**Task to complete**
Copy only what lies from the line containing "reading: 44 °F" through the line containing "reading: 12.50 (no unit)" in the entries below, keeping both end lines exact and dropping every picture.

**Dataset records**
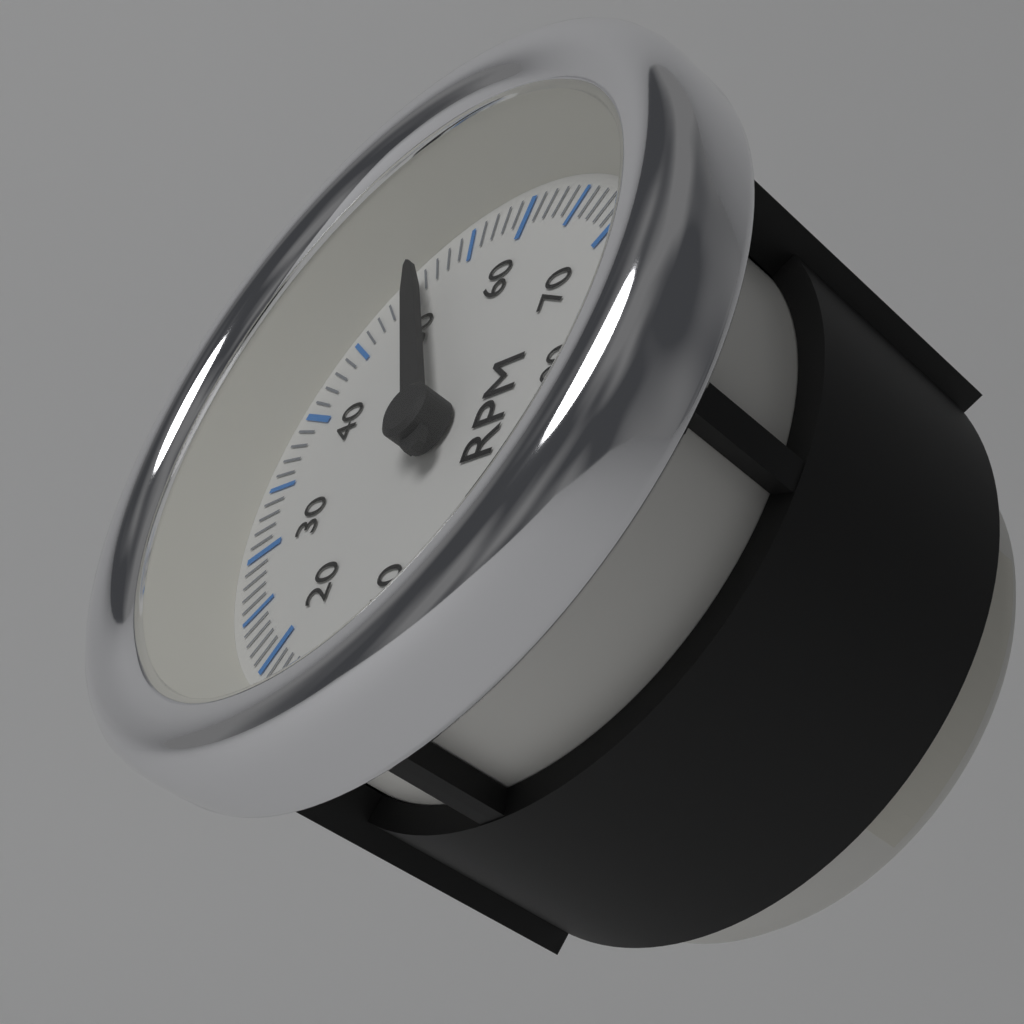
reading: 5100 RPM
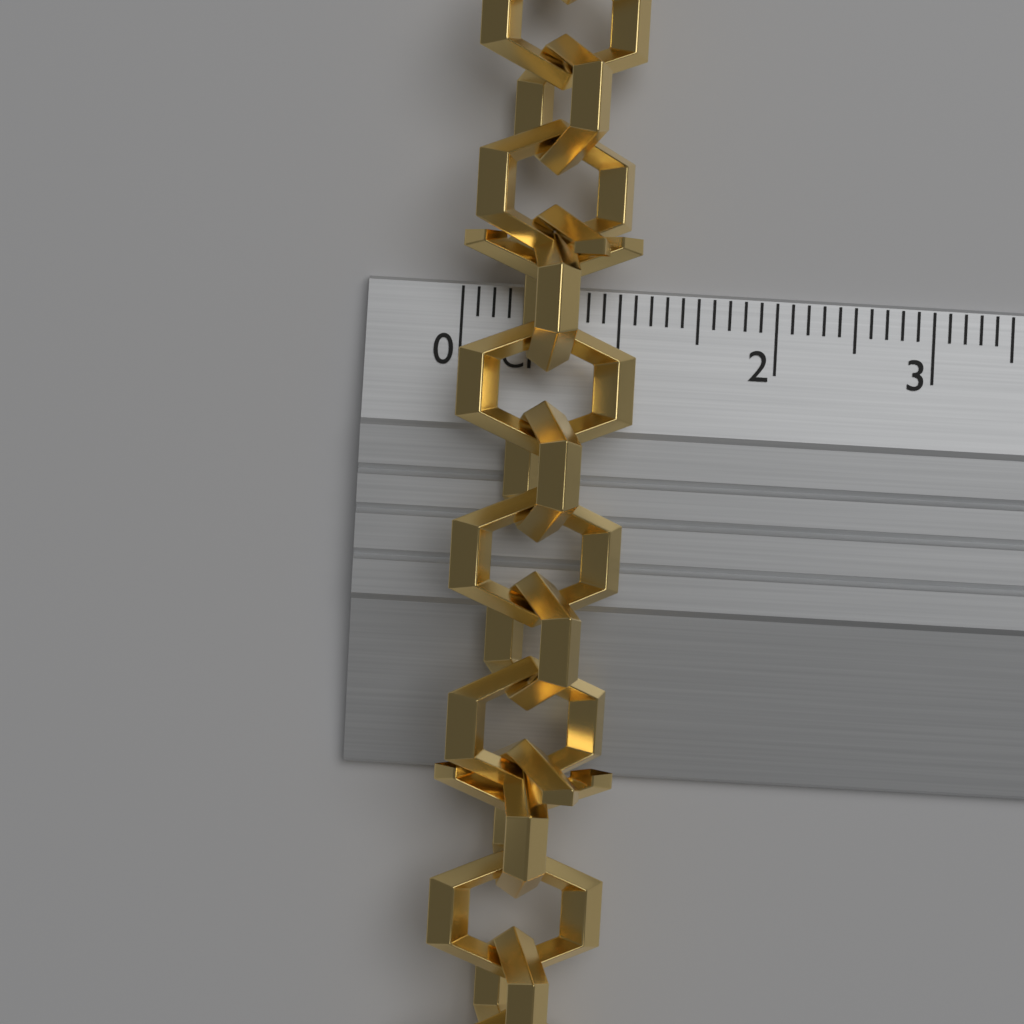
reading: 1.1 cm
--
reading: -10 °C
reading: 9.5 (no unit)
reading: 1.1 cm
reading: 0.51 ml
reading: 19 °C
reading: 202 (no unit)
--
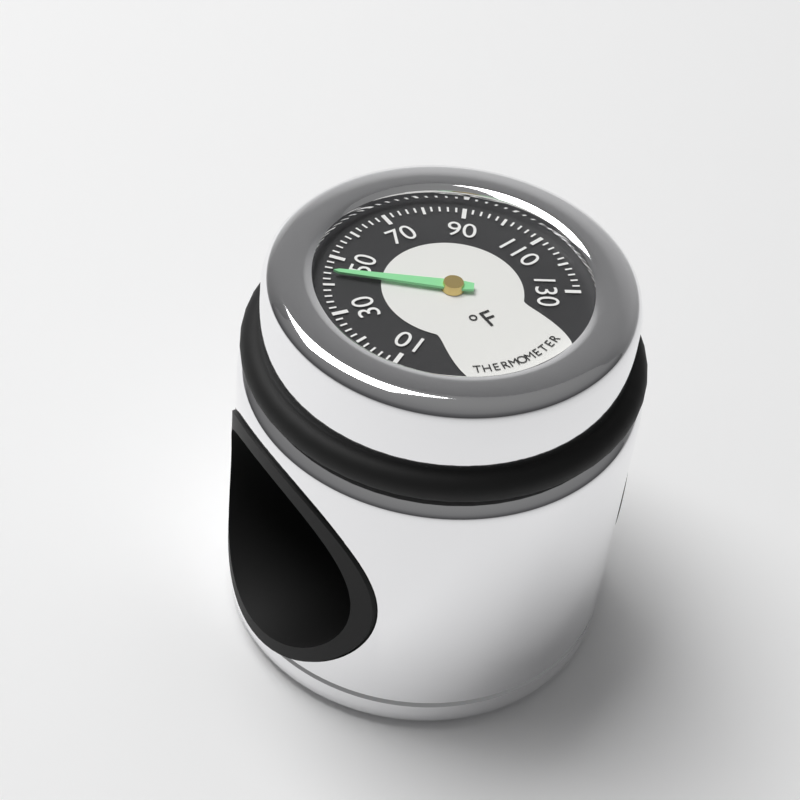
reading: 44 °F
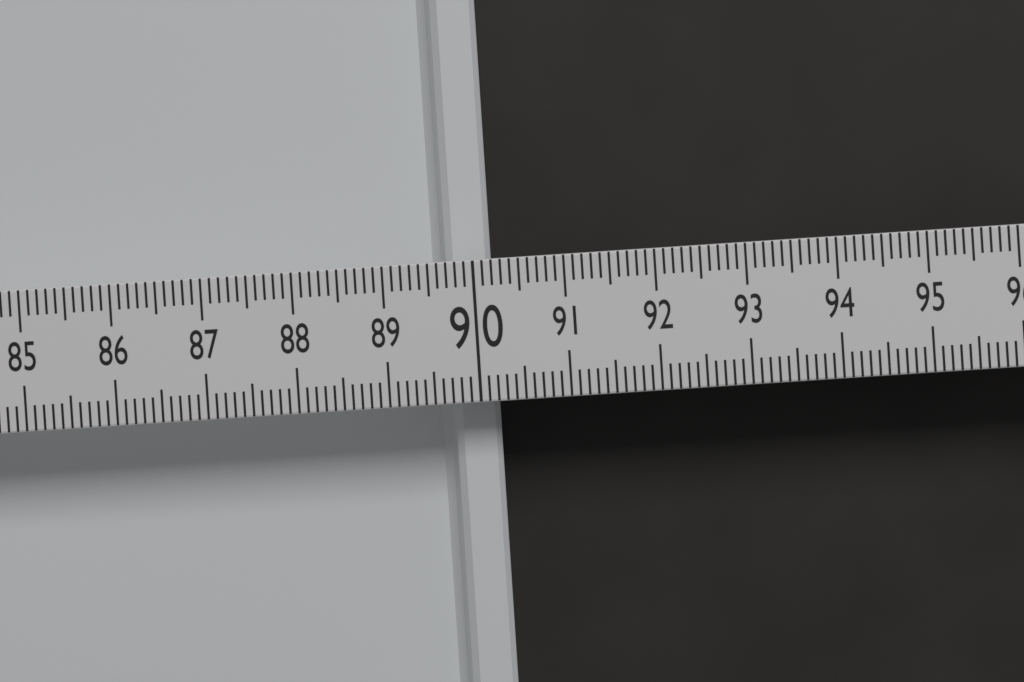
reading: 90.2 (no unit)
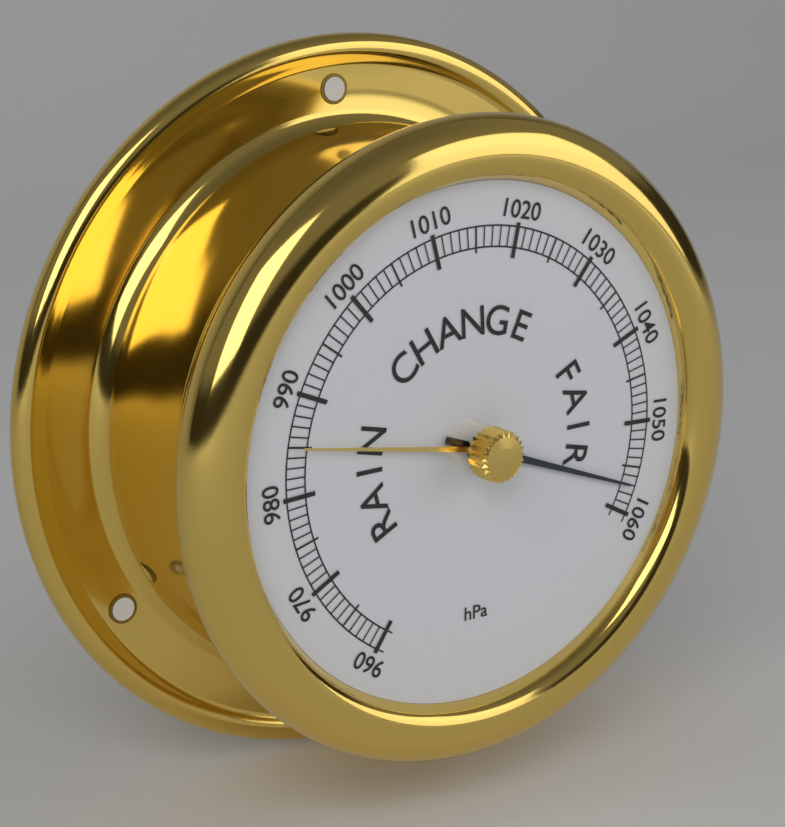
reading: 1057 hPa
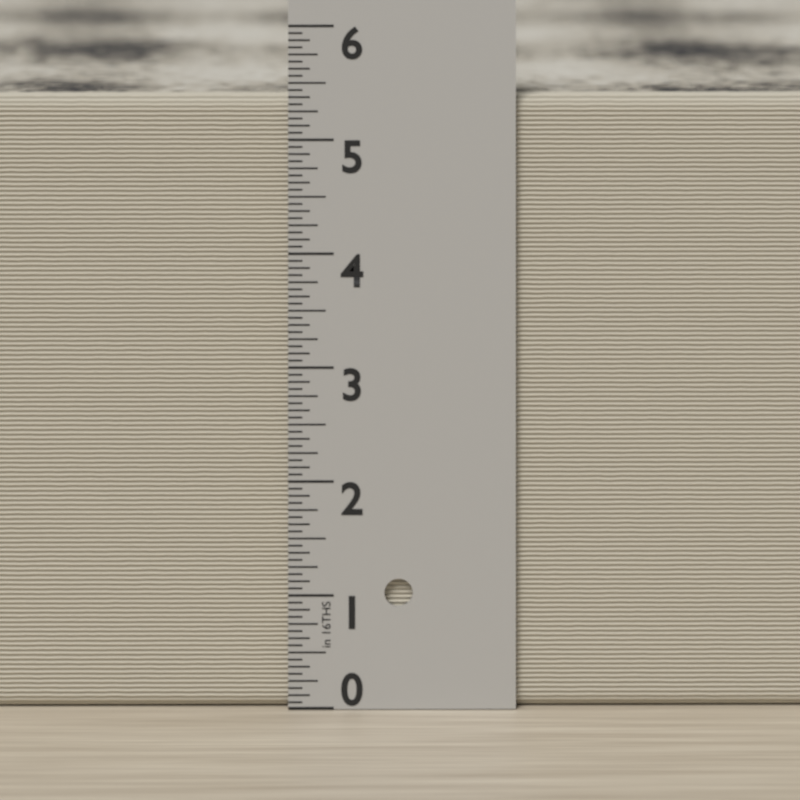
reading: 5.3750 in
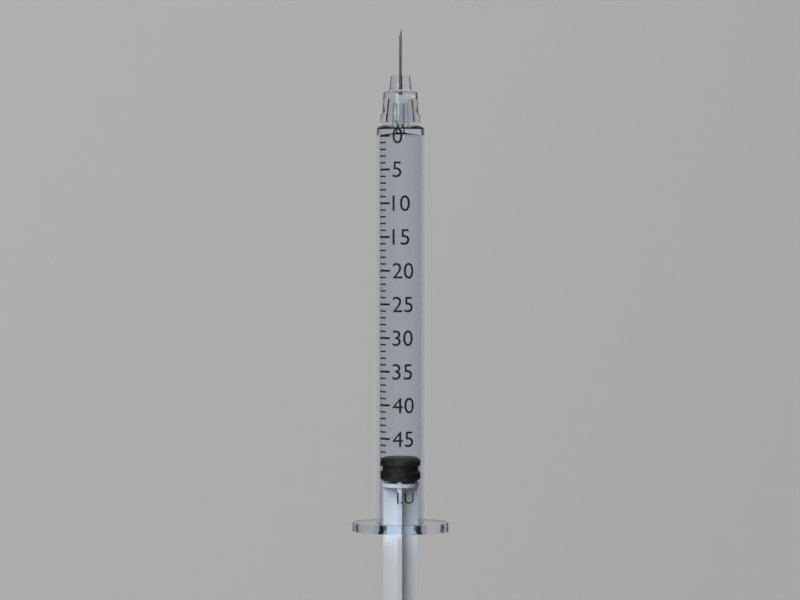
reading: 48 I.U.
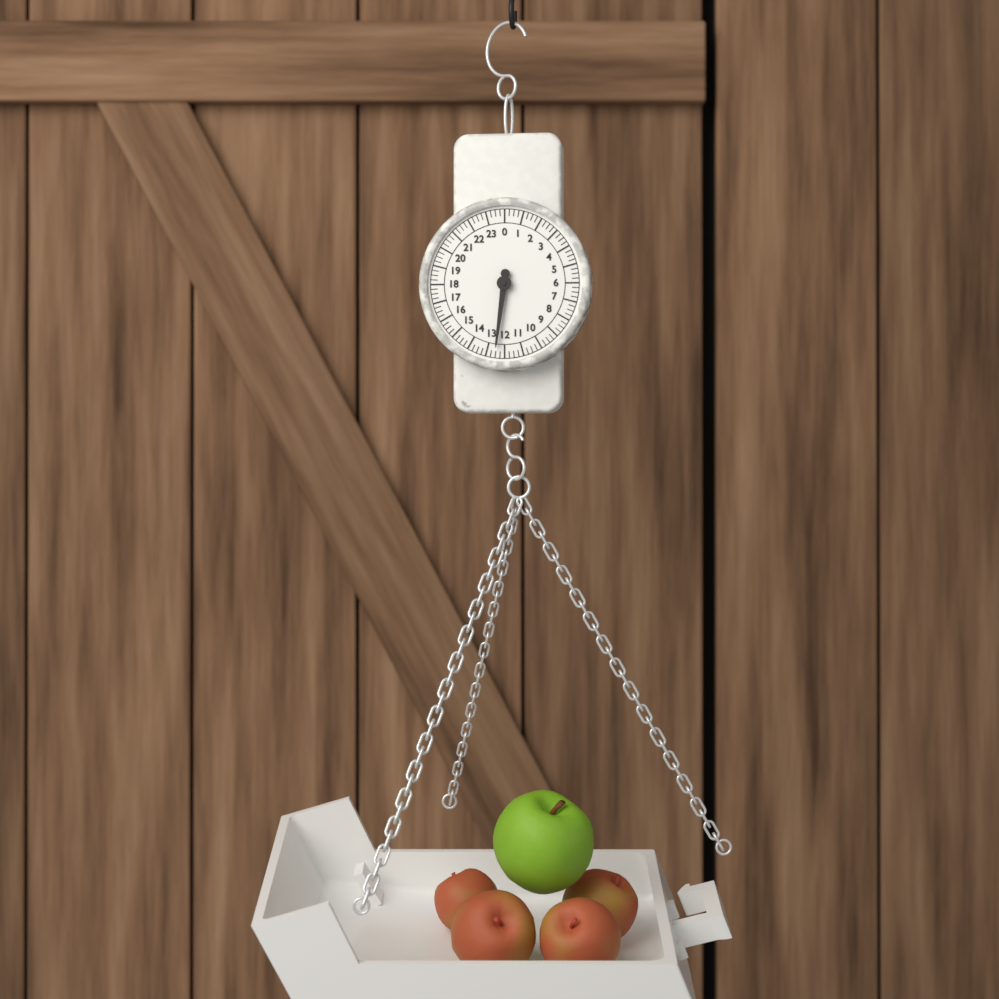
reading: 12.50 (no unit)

**Exercise answer**
reading: 44 °F
reading: 90.2 (no unit)
reading: 1057 hPa
reading: 5.3750 in
reading: 48 I.U.
reading: 12.50 (no unit)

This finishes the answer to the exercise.